The Olive and the Caper by Susanna Hoffman is a culinary travelogue of Greece, with classic Greek recipes like Leek, Potato and Olive Pie (Prassopita), Warm Greens (Horta), and Roasted Lamb Shanks with Garlic and Thyme.

Serves 6
The bottom of a leg of lamb, the shank, has some of the toughest meat on the animal. It is also some of the most flavorful. The cut is full of connective tissue and therefore requires a long, slow cooking method, such as braising or moist roasting. Then the glossy, rich meat on a well-cooked lamb shank falls from the bone. Any herb and spice thoroughly permeates the meat. Garlic succumbs into a soft, sweet pulp.
Oven braising mimics what a Greek country cook would do—slip the seasoned shank into a pan and then into a glowing beehive oven. Lacking an oven, the cook might give a few coins to the bread baker to make some room and roast the shank for her. By whichever method, the cook leaves the dish for hours, no attention needed, for her time is precious and her chores are many. Sound familiar?
For the Lamb1. Preheat the oven to 375 degrees F.
2. Place the lamb, garlic, thyme, cinnamon, coriander, salt, pepper, and wine in a lidded roasting pan or clay pot that is large enough to hold the meat in a tightly packed layer. Turn to mix the ingredients and coat the lamb. Cover the pan and roast for 1 hour.
3. Turn the shanks over and continue roasting, uncovered, until the meat is falling off the bones, 45 minutes to 1 hour.
4. Mix together the parsley, chives, and dill.
5. Transfer the shanks to a platter. Moisten them with some of the cooking juices, sprinkle with the herb mixture, and serve right away.
NOTE: If you're only serving four, prepare six shanks anyway and use the meat from the two extras in the Lamb Pie with Almonds, Raisins, Orange, and Mint (page 106 of the book).
It seems irreverent to say so, but not every locale in Greece provides a home for lamb. More likely goats, even donkeys, are the prevalent beast. The presence of lamb depends somewhat on the presence of herders. Where the soil is rich, intensive agriculture takes up every inch of land with little or no soil left for animal husbandry—unless, of course, some intrepid entrepreneur recognizes the rarity of and demand for meat in the area and, as a smart businessperson, fills the need. The island of Santorini, for instance, because it has rich volcanic soil, is a thoroughly agricultural island. Every scrap of turf is walled or terraced into a patchwork of fields, all of which are farmed. Animals are few because every inch is given over to crops.
The same is generally true of Santorini's sister island, tiny Therasia. On that sliver of land, there lived a poor and fieldless woman who saw that no one on her isle, or on the larger one opposite, had extra meat animals. So she took to keeping a small herd of goats and sheep—some ten or so goats, and two or three sheep. She found fodder by walking her sheep and goats down the rock paths and along the beaches, and sometimes trading meat for pasture with a family whose fields were temporarily abandoned. (Most of Therasia's men earned their keep at sea; often the place seemed an island of women.) I would travel over to Therasia every now and then to listen as she waxed nostalgic over the changing way of life.
After the earthquake of 1956 destroyed most of its houses, Santorini's residents had rebuilt their dwellings in the old style, but before they had time to finish painting them, the island became a tourist center and was acclaimed for its whitewashed houses. Santorini's houses were not whitewashed before. Like the Parthenon, the Erechtheion, and other temples of ancient Greece, the island houses were painted a merry rainbow of pastel colors—yellow, blue, green, pink. Some of Therasia's buildings still sport the old hues. The church is yellow, the inn where I stayed pink. There are blue houses, green ones, and some with two or more hues. As the herding woman had never been off her tiny island homeland, she was amused by the purpose of my visits, and I was delighted to see her well-tended animals kicking up dust on the pathways. I would accompany her as she rambled about the tiny island. We would share a cheese, some sea urchins, and bread with classic white tzatziki.
Visit the Global Gourmet's Greece page.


(What to work on): Each entry is to be given again word for word; images are dropped.

══ Data provided

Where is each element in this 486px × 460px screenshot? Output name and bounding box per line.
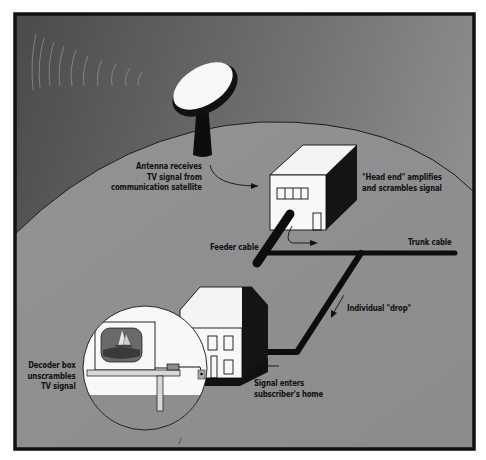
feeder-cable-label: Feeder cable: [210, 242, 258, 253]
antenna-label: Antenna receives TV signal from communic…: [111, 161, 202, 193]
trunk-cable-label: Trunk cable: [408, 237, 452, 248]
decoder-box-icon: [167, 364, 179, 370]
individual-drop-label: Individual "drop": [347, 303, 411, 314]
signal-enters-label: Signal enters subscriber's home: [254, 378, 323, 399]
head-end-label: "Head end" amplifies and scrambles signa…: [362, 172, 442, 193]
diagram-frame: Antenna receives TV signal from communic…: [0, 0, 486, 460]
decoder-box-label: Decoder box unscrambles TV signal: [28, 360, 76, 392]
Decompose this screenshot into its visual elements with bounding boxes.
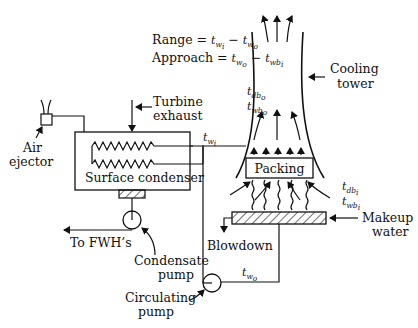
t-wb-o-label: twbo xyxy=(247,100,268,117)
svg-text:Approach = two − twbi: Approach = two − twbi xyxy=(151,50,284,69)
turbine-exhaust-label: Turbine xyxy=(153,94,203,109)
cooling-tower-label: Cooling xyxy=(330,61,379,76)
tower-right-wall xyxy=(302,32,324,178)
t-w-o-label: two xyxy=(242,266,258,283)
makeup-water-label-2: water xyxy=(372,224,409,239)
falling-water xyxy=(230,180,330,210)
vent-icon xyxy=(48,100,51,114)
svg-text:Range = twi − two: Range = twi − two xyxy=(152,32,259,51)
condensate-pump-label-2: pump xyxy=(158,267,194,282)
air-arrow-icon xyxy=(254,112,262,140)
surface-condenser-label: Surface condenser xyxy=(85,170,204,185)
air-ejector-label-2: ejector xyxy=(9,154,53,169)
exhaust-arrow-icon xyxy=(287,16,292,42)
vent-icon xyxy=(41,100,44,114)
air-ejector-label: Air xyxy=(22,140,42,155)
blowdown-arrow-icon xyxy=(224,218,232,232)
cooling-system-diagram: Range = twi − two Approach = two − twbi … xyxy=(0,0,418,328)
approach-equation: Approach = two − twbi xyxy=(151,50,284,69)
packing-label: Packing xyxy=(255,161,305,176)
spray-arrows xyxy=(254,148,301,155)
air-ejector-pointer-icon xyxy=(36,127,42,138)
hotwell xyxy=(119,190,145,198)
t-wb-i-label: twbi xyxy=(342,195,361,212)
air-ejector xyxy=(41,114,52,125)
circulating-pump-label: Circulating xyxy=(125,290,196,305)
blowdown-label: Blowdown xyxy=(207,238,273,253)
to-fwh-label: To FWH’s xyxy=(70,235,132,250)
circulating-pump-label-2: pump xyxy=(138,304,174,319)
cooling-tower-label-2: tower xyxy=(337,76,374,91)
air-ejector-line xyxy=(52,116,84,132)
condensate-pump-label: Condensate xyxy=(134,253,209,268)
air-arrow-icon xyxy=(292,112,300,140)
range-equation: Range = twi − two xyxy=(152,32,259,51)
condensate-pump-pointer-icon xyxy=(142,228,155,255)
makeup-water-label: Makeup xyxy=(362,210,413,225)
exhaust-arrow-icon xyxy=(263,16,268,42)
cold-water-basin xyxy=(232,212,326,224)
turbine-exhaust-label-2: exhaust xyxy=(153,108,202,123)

════

(Response area):
Where is each element in this 486px × 460px screenshot? Output name and bounding box per line.
feeder-cable-label: Feeder cable: [210, 242, 258, 253]
antenna-label: Antenna receives TV signal from communic…: [111, 161, 202, 193]
trunk-cable-label: Trunk cable: [408, 237, 452, 248]
decoder-box-icon: [167, 364, 179, 370]
individual-drop-label: Individual "drop": [347, 303, 411, 314]
signal-enters-label: Signal enters subscriber's home: [254, 378, 323, 399]
head-end-label: "Head end" amplifies and scrambles signa…: [362, 172, 442, 193]
diagram-frame: Antenna receives TV signal from communic…: [0, 0, 486, 460]
decoder-box-label: Decoder box unscrambles TV signal: [28, 360, 76, 392]
Decompose this screenshot into its visual elements with bounding boxes.
t-wb-o-label: twbo xyxy=(247,100,268,117)
svg-text:Approach = two − twbi: Approach = two − twbi xyxy=(151,50,284,69)
turbine-exhaust-label: Turbine xyxy=(153,94,203,109)
cooling-tower-label: Cooling xyxy=(330,61,379,76)
tower-right-wall xyxy=(302,32,324,178)
t-w-o-label: two xyxy=(242,266,258,283)
makeup-water-label-2: water xyxy=(372,224,409,239)
falling-water xyxy=(230,180,330,210)
vent-icon xyxy=(48,100,51,114)
svg-text:Range = twi − two: Range = twi − two xyxy=(152,32,259,51)
condensate-pump-label-2: pump xyxy=(158,267,194,282)
air-arrow-icon xyxy=(254,112,262,140)
surface-condenser-label: Surface condenser xyxy=(85,170,204,185)
air-ejector-label-2: ejector xyxy=(9,154,53,169)
exhaust-arrow-icon xyxy=(287,16,292,42)
vent-icon xyxy=(41,100,44,114)
air-ejector-label: Air xyxy=(22,140,42,155)
blowdown-arrow-icon xyxy=(224,218,232,232)
cooling-system-diagram: Range = twi − two Approach = two − twbi … xyxy=(0,0,418,328)
approach-equation: Approach = two − twbi xyxy=(151,50,284,69)
packing-label: Packing xyxy=(255,161,305,176)
spray-arrows xyxy=(254,148,301,155)
air-ejector-pointer-icon xyxy=(36,127,42,138)
hotwell xyxy=(119,190,145,198)
t-wb-i-label: twbi xyxy=(342,195,361,212)
air-ejector xyxy=(41,114,52,125)
circulating-pump-label: Circulating xyxy=(125,290,196,305)
blowdown-label: Blowdown xyxy=(207,238,273,253)
to-fwh-label: To FWH’s xyxy=(70,235,132,250)
circulating-pump-label-2: pump xyxy=(138,304,174,319)
cooling-tower-label-2: tower xyxy=(337,76,374,91)
air-ejector-line xyxy=(52,116,84,132)
condensate-pump-label: Condensate xyxy=(134,253,209,268)
air-arrow-icon xyxy=(292,112,300,140)
range-equation: Range = twi − two xyxy=(152,32,259,51)
condensate-pump-pointer-icon xyxy=(142,228,155,255)
makeup-water-label: Makeup xyxy=(362,210,413,225)
exhaust-arrow-icon xyxy=(263,16,268,42)
cold-water-basin xyxy=(232,212,326,224)
turbine-exhaust-label-2: exhaust xyxy=(153,108,202,123)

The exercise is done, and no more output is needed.